The Newtown tragedy has us all very mindful of supposed acts of violence…even ones that are “playful” in nature…like the ubiquitous “bang, bang, I shot you dead” with the finger routine.

It’s happened again…this time in Maryland where one 6 year old was suspended from Silver Spring school for pointing his finger at another child as though he were holding a gun.

Let’s go back in time to another case, this one in New Jersey where one child did the same exact thing to another, causing the “perp” if you will, to be suspended from school, and leading to a lawsuit.

The Sayreville school district did not violate the rights of a kindergartner it suspended three years ago for threatening to shoot his friends as they played a game during recess, a federal appeals court ruled.

The June 19 ruling by a three-judge panel of the 3rd U.S. Circuit Court of Appeals affirmed a federal judge’s decision last year that dismissed a lawsuit filed by the boy’s parents.

Scot and Cassandra Garrick sued the Middlesex County school district after their son and three other students were suspended following the March 15, 2000, incident in which their child told his friends, “I’m going to shoot you.”

The children were playing at the time, pretending their fingers were guns and saying to one another, “I want to shoot you,” the Home News Tribune of East Brunswick reported. Their words were overheard by classmates, who told teachers.

The Garricks were the only parents to bring civil action against the district, claiming their son’s free-speech and due-process rights had been violated. They sought unspecified damages and asked that the suspension be removed from their son’s school record. The child was enrolled in private school following the incident.

Sayreville’s superintendent of schools, Dennis Fyffe, termed the federal appeals court ruling a “very nice victory for the district.”

Fyffe said the four boys were suspended under the district’s zero-tolerance policy.
“These students were suspended under the school policy that deals with general school behavior,” Fyffe told the newspaper. “This was not cops and robbers.”

So history repeats itself, albeit without the accompanying lawsuit…so far.

According to this:


The parents of a 6-year-old Silver Spring boy are fighting the first-grader’s suspension from a Montgomery County public school for pointing his finger like a gun and saying “pow,” an incident school officials characterized in a disciplinary letter as a threat “to shoot a student.”

The first-grader was suspended for one day, Dec. 21. The family’s attorney filed an appeal Wednesday, asking that the incident be expunged from the boy’s school record amid concerns of long-term fallout.

The boy “had no intention to shoot anyone,” said attorney Robin Ficker, who described the child as soft-spoken, with no propensity for violence. “He’s skinny and meek. In his words, he was playing.”

Ficker attributed some of the reaction by school officials to the widespread alarm that followed the Newtown shootings. But he contended that the school system’s portrayal of the episode could be damaging to the boy.

So, in trying to put this in perspective:

Schools have had “no tolerance” policies for years…leading parents to scratch their heads thinking that the schools are overreacting.

In the latest case, which happened in the wake of Newtown, the same has occurred…that is, a 6 year old was suspended from school for pointing his finger at another and making believe he was about to “shoot” his friend.

Somehow I believe it’s the adults that need to be suspended.

If anything, you can discourage the kids from playing that way…but was a suspension warranted?

C’mon!

Should the school have suspended a 6 year old for pointing his finger and making believe it was a gun?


» DIRECTIONS
Please produce an exact transcription of the lines from the one containing "Identify the location of button: Slides." through the last line of the entries, leaving out every picture.

» EXCERPTED RECORDS
==================================================

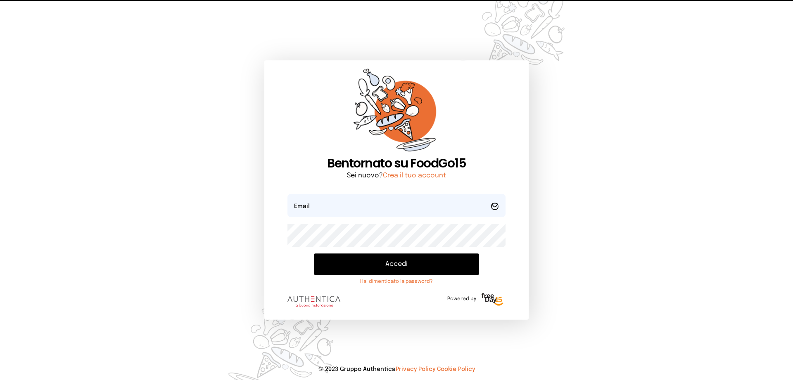 This screenshot has height=380, width=793. What do you see at coordinates (416, 369) in the screenshot?
I see `a: Privacy Policy` at bounding box center [416, 369].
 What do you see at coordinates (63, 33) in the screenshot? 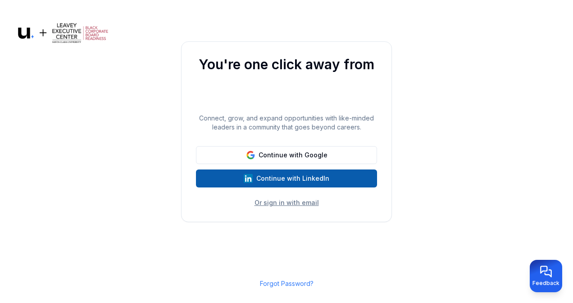
I see `img: Logo` at bounding box center [63, 33].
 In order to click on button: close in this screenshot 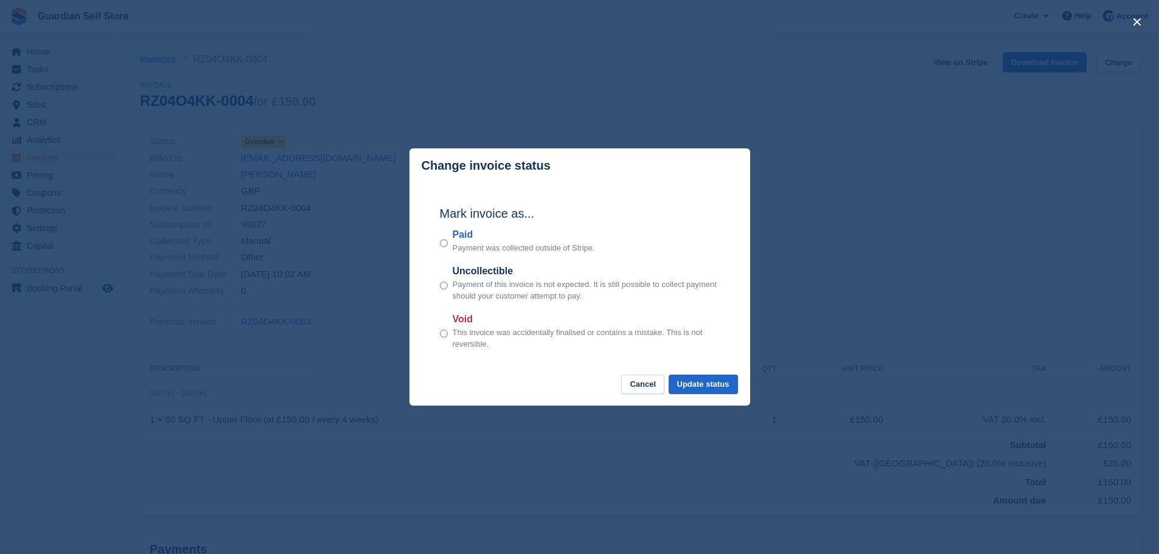, I will do `click(1137, 22)`.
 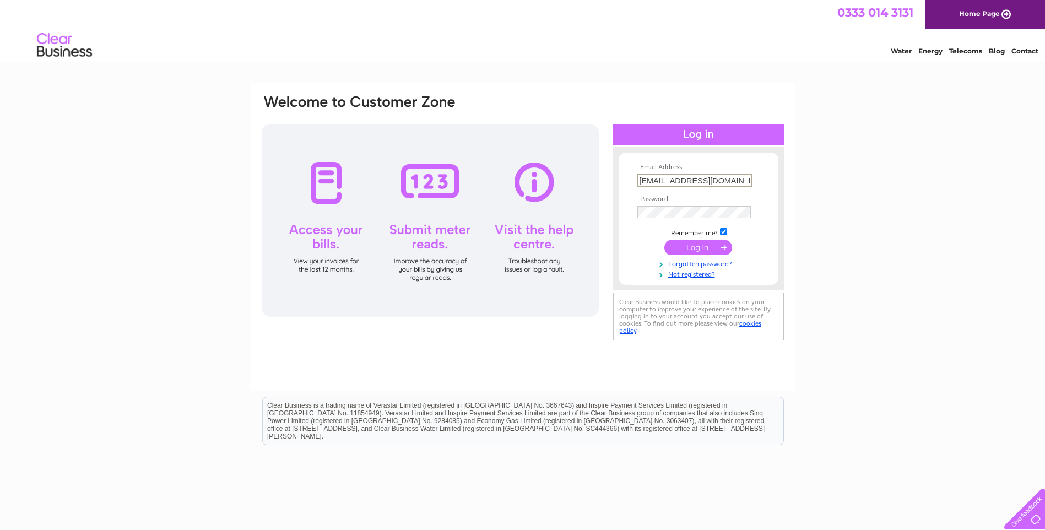 I want to click on span: 0333 014 3131, so click(x=876, y=12).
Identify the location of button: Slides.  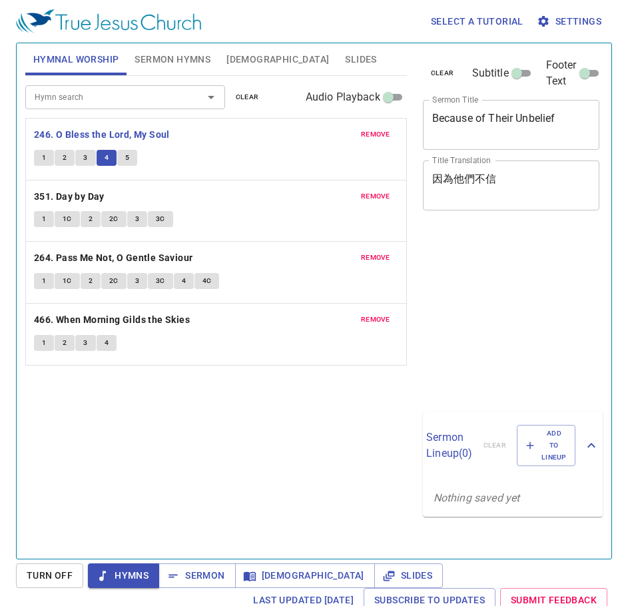
(408, 576).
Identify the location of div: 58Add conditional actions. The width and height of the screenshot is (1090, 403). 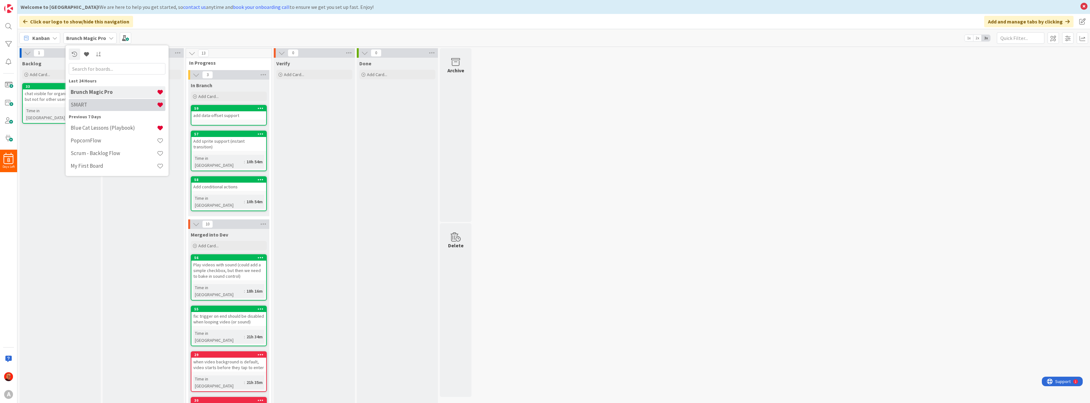
(229, 184).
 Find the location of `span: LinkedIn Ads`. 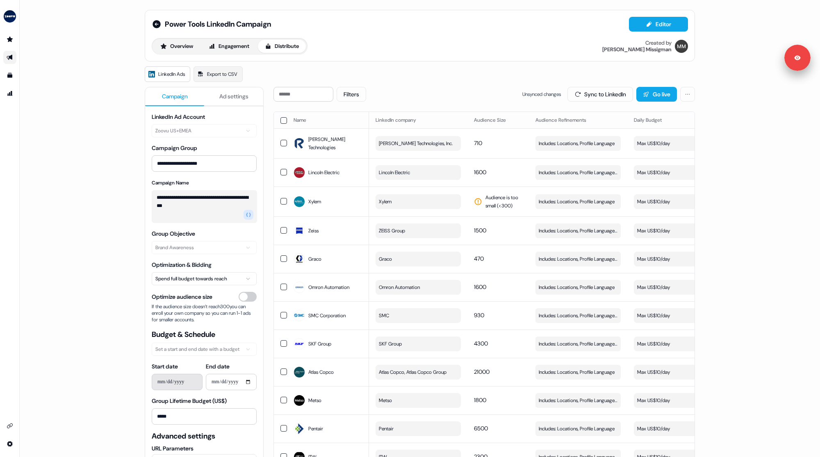

span: LinkedIn Ads is located at coordinates (171, 74).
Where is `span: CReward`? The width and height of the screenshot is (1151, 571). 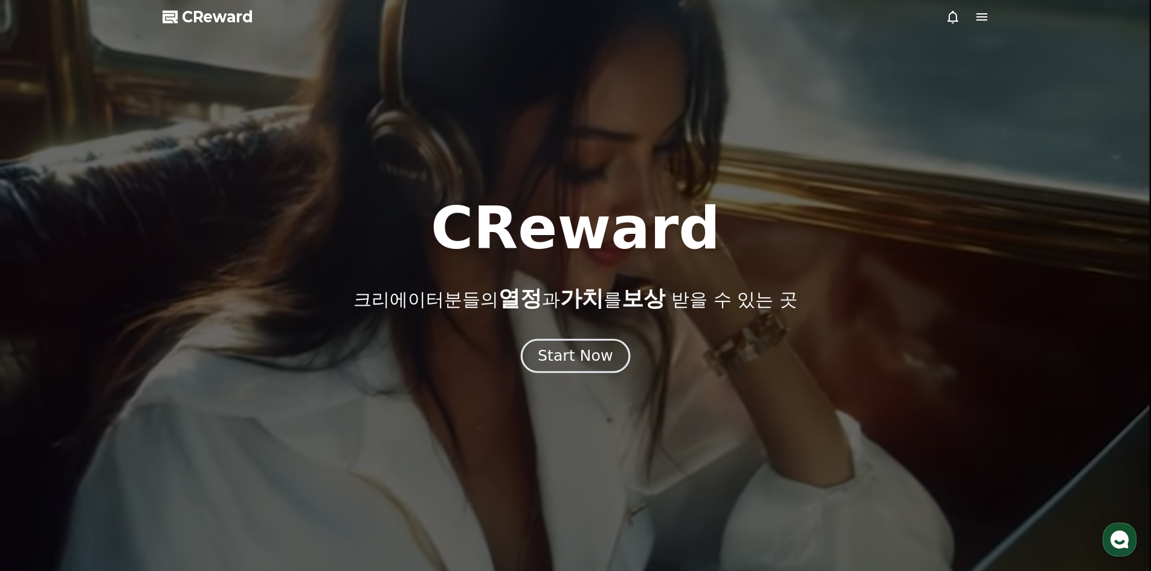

==================================================

» SOLUTION FOR THIS TASK
Identify the location of button: Slides.  
(408, 576).
Identify the location of div: 58Add conditional actions. The width and height of the screenshot is (1090, 403). 
(229, 184).
 Find the location of `span: LinkedIn Ads`. 

span: LinkedIn Ads is located at coordinates (171, 74).
Where is `span: CReward`? The width and height of the screenshot is (1151, 571). 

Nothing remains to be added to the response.